Where thymulin comes from
This section tells you the biological source and the naming history. Thymulin is produced exclusively by thymic epithelial cells (TEC) — the specialized cells that form the structural scaffold of the thymus. A neat detail ties the chemistry back to the biology: those same cells hold both zinc and metallothionein, the small zinc-handling protein that manages the metal inside cells. Having that machinery right where the peptide is made suggests thymulin is secreted already in its active, zinc-bound form, rather than picking up its metal by chance somewhere downstream.
The naming history is worth a line, because you'll meet it in older papers. The molecule was first described in the 1970s as FTS — facteur thymique sérique, or serum thymic factor — and only renamed thymulin once its chemistry and zinc dependence were pinned down. So "FTS," "serum thymic factor," and "thymulin" all point at the same nonapeptide.
It sits within a small family of thymus-derived peptides that researchers study side by side. If you're mapping the landscape, our explainers on Thymosin Alpha-1 and Thymosin Beta-4 cover two other well-characterized molecules from the same tissue. Part of why thymulin draws interest is its role in the bidirectional signaling between the thymus and the neuroendocrine system — a research area, not a claim about any effect in people, but the reason the molecule keeps turning up in the literature.
Frequently Asked Questions
What is the amino acid sequence of thymulin?
Thymulin is a nonapeptide with the sequence pyroGlu-Ala-Lys-Ser-Gln-Gly-Gly-Ser-Asn (H-Pyr-Ala-Lys-Ser-Gln-Gly-Gly-Ser-Asn-OH).
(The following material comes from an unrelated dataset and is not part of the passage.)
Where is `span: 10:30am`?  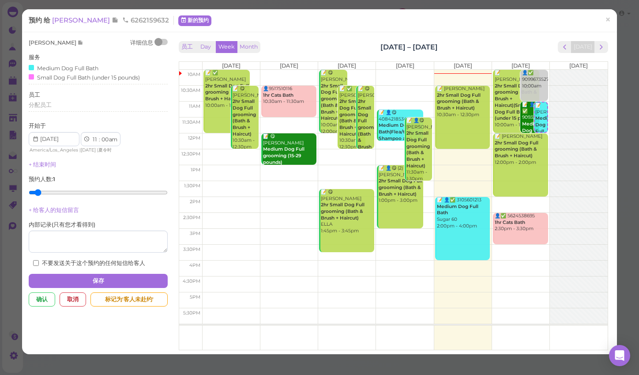 span: 10:30am is located at coordinates (191, 90).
It begins with a pyroglutamic acid residue and carries the molecular formula C33H54N12O15, a molar mass of about 859 g/mol.
Why is thymulin called a zinc-dependent metallopeptide?
In cell-culture and biochemical research the nine-residue peptide only shows biological activity when it is coupled to a single zinc ion in a one-to-one ratio. The peptide without zinc is described in the literature as inactive, so the functional molecule is the metal-peptide complex — a metallopeptide — rather than the bare peptide chain.
How tightly does thymulin bind zinc?
A 1984 gel-filtration study reported that the nonapeptide binds one zinc ion with an apparent dissociation constant (Kd) of about 5 ± 2 × 10⁻⁷ M at pH 7.5. Binding is pH-sensitive, with no binding observed below pH 6.0, which points to protonatable residues taking part in coordinating the metal.
Can other metals replace zinc in thymulin?
Research has shown that Ga³⁺, Al³⁺, Mn²⁺ and Cu²⁺ can compete with Zn²⁺ for the binding site in vitro, and the competition potency of each ion tracks with the measured biological activity of the complex. This is a research finding about metal-ion selectivity, not a statement about use.
The Bottom Line
Thymulin is one of the cleanest small-molecule illustrations of metallopeptide chemistry you'll find. A nine-residue chain with a capped pyroglutamate end and a flexible Gly-Gly hinge folds around a single equimolar zinc ion — and it's that folded, metal-loaded form, not the bare peptide, that carries the shape, the activity, and even the antigenicity researchers measure. Strip the zinc and the story stops. For the structural fundamentals underneath all of this, the peptide bond explainer and the sibling thymic-peptide pieces on Thymosin Alpha-1 and Thymosin Beta-4 are good next stops.